Scylla and Charybdis were both mythological sea monsters. They appear in Book XII of Homer's The Odyssey. They were counterparts, living on two different sides of a strait. They represented obstacles to Odysseus and his men. The phrase "between Scylla and Charybdis" has come to mean being stuck with two equally bad choices. This is similar to the phrase "stuck between a rock and a hard place."
Scylla lived on one side of the strait. In The Odyssey, the monster is described as having six heads, making it easy to snatch six sailors from Odysseus's ship if he happens to travel Scylla's way.

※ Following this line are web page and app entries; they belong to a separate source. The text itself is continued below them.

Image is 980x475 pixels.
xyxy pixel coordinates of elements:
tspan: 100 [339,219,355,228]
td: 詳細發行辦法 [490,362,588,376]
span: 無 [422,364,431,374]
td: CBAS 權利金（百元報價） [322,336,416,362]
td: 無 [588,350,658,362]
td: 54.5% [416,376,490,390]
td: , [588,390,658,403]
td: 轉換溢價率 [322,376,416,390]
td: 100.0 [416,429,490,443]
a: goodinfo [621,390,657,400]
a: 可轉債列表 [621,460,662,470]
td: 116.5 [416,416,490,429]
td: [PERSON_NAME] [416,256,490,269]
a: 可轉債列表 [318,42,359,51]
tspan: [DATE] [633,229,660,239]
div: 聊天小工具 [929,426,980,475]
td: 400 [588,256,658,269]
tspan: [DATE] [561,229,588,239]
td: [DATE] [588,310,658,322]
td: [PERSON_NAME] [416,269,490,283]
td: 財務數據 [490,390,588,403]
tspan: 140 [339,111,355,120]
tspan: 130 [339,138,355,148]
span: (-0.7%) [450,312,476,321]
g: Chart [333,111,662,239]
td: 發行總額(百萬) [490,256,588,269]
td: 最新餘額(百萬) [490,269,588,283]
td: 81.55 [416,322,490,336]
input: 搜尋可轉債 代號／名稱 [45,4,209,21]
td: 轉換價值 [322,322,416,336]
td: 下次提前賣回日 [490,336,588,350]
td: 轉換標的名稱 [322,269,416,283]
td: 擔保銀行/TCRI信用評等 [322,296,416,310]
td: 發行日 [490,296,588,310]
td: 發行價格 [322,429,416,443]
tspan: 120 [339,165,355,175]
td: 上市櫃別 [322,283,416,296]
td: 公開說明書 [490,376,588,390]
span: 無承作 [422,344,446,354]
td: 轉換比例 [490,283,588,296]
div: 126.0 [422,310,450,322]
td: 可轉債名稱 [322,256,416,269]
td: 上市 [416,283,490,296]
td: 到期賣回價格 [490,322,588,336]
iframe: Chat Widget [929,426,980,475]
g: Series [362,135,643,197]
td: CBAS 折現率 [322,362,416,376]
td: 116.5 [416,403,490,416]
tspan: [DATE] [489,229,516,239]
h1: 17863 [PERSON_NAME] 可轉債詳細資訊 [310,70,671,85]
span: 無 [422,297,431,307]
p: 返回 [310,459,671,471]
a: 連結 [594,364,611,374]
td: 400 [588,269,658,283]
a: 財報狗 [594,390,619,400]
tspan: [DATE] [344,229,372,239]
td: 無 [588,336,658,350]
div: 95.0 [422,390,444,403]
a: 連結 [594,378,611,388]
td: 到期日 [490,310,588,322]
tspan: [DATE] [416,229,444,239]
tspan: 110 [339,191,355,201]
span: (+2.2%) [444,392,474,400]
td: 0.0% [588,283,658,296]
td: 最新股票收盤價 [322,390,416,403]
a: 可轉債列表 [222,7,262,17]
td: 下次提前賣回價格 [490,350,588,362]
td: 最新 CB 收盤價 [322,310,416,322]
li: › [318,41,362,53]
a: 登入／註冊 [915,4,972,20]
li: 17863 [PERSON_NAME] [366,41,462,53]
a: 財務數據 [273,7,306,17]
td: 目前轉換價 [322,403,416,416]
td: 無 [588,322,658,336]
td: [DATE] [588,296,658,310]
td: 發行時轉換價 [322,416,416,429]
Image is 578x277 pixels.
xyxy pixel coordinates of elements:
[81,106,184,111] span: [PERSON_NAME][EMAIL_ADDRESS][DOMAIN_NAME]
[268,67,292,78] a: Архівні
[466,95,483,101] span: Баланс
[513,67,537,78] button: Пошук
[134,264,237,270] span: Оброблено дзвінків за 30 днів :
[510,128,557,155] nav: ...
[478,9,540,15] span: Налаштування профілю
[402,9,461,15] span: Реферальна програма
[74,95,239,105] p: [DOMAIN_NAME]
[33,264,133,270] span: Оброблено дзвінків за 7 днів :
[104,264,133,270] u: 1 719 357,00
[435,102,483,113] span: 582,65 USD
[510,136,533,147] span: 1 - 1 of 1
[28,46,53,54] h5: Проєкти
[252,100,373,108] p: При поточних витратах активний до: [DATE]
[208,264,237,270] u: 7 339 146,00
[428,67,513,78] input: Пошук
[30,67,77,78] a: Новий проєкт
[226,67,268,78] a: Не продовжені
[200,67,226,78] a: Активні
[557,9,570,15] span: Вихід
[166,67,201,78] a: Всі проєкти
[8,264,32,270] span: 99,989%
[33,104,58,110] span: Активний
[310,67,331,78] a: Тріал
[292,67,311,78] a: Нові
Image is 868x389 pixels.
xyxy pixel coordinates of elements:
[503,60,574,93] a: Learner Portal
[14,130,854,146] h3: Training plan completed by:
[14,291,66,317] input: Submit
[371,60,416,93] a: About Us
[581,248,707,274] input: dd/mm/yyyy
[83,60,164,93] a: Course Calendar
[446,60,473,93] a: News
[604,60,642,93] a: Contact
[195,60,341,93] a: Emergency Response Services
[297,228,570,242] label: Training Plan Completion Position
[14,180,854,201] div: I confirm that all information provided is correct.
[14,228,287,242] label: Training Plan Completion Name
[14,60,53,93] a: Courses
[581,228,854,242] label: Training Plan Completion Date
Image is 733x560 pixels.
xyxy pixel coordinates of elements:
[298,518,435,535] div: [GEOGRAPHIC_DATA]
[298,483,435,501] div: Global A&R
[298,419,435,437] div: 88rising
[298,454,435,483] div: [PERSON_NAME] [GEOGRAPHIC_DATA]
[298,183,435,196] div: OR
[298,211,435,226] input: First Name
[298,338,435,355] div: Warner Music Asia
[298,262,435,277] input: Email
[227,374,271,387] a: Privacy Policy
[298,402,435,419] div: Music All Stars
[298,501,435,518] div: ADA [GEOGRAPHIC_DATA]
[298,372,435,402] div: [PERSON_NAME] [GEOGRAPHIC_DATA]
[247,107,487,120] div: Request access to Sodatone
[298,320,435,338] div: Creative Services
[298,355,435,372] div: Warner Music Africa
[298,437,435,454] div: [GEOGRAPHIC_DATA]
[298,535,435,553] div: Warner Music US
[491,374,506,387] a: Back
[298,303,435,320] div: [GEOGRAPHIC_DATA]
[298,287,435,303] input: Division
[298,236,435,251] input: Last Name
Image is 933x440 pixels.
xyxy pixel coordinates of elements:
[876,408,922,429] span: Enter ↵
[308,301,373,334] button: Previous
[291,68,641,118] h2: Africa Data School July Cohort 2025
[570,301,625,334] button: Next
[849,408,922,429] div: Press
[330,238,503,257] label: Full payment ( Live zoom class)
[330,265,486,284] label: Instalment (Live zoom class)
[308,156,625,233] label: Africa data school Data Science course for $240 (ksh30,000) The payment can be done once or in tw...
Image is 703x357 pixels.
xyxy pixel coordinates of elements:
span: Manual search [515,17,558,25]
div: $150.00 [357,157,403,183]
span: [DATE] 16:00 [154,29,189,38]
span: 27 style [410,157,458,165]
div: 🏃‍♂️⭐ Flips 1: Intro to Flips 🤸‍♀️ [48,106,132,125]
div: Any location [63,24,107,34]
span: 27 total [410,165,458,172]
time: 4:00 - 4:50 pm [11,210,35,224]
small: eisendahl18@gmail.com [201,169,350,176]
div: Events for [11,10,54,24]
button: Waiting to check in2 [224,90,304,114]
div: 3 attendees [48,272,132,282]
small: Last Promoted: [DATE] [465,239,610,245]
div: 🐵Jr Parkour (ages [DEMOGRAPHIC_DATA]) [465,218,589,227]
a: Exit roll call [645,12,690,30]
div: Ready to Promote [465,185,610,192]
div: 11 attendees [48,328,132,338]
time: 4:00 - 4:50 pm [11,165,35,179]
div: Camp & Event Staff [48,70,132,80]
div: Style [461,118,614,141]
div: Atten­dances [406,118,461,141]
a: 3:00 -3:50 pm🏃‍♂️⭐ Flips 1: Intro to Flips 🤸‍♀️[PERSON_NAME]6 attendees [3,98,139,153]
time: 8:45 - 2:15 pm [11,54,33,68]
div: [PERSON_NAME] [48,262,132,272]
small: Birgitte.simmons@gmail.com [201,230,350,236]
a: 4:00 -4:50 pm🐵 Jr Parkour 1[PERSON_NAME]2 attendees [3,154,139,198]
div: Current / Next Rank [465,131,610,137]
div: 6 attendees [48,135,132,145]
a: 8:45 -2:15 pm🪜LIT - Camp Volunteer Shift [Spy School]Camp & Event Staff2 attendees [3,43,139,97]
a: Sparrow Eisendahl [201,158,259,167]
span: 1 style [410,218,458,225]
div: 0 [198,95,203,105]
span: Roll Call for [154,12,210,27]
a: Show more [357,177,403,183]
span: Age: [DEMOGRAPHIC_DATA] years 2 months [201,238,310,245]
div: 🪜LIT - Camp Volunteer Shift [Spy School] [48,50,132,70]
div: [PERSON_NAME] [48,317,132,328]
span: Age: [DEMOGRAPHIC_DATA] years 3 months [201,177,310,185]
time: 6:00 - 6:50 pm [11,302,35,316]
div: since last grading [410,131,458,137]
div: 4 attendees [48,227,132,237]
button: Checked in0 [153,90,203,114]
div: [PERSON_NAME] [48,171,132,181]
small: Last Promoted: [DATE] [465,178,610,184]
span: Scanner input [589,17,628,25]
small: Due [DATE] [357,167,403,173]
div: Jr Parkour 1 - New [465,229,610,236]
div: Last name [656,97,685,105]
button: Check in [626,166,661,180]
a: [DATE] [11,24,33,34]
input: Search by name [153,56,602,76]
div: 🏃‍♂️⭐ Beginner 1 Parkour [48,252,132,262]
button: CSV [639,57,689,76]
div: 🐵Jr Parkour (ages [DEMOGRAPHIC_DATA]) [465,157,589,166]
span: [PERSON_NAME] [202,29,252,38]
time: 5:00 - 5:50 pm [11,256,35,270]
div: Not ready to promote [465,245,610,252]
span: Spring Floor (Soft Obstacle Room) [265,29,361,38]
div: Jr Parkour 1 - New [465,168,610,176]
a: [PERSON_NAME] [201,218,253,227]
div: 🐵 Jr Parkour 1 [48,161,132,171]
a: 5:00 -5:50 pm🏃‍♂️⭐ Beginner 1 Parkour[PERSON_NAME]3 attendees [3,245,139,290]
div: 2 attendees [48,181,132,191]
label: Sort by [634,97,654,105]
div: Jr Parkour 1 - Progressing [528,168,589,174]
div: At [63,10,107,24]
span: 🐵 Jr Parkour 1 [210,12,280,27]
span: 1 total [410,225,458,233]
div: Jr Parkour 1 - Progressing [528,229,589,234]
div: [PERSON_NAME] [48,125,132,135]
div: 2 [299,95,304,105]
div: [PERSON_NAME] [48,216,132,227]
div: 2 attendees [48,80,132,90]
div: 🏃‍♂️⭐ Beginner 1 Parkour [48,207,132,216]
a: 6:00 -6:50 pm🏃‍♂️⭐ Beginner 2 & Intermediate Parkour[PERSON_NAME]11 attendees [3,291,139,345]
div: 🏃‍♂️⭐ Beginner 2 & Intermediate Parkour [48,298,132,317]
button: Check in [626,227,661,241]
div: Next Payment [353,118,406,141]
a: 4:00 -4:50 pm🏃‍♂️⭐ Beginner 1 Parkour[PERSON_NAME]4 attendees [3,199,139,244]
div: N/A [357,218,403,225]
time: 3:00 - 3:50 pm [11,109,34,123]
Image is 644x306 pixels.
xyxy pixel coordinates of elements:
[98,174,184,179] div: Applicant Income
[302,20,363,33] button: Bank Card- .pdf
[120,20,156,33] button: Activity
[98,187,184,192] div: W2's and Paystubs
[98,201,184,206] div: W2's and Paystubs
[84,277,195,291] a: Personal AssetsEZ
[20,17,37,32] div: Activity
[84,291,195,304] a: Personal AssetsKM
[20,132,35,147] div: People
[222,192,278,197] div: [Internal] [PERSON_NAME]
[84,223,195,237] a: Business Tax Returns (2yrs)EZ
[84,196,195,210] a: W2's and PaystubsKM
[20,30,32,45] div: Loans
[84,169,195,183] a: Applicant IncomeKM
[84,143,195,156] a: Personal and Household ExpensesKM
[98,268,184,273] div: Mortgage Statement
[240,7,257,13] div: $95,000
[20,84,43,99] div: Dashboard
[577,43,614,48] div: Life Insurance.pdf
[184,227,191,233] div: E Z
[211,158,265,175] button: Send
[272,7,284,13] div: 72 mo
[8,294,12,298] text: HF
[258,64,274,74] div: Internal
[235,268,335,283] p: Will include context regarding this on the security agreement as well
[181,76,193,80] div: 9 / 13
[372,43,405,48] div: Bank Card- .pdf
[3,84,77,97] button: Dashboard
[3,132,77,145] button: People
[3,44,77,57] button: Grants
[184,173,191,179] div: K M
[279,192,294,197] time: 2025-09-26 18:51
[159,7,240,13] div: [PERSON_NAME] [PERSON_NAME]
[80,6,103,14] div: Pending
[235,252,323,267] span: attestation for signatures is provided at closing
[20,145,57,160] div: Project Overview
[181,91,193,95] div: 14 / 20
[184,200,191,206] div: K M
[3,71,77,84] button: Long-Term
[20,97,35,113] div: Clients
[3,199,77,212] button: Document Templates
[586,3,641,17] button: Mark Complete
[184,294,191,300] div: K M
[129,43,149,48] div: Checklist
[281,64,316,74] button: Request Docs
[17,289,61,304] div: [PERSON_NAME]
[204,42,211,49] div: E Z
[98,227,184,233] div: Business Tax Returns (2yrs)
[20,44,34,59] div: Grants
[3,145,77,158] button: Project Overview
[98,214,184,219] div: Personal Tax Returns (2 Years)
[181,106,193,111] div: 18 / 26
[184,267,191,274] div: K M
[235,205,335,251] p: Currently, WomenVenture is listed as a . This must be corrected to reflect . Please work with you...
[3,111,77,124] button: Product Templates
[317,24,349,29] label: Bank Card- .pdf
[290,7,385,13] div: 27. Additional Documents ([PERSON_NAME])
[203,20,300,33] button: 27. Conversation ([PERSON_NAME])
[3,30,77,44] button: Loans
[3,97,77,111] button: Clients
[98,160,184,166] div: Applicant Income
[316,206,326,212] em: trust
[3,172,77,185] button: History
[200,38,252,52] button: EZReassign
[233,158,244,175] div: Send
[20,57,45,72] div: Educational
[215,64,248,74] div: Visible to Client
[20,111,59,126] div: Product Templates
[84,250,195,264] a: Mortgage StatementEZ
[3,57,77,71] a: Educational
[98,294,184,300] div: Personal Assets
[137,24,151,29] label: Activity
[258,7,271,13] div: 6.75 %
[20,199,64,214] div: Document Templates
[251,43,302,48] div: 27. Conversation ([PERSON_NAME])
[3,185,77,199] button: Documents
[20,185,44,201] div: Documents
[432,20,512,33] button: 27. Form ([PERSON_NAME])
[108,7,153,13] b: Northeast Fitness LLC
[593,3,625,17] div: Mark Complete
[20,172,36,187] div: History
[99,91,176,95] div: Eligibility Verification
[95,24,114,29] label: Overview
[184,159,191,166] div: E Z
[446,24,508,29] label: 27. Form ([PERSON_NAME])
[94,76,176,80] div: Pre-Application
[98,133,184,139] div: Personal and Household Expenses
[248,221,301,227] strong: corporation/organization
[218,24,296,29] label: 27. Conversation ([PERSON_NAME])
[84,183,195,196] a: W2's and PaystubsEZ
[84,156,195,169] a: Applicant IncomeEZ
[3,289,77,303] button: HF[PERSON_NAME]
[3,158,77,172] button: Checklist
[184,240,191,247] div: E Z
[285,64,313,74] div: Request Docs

She has twelve misshapen feet, and six necks of the most prodigious length; and at the end of each neck she has a frightful head with three rows of teeth in each, all set very close together, so that they would crunch anyone to death in a moment, and she sits deep within her shady cell thrusting out her heads and peering all round the rock, fishing for dolphins or dogfish or any larger monster that she can catch, of the thousands with which Amphitrite teems.
Charybdis was a sea monster who would swallow huge amounts of water, thus creating a whirlpool. In some other stories and variations, Charybdis simply is a whirlpool and not the effect of some monster. Charybdis is also associated with the natural whirlpool that occurs in the Strait of Messina. This is located in southern Italy and it connects the Tyrrhenian Sea with the Ionian Sea.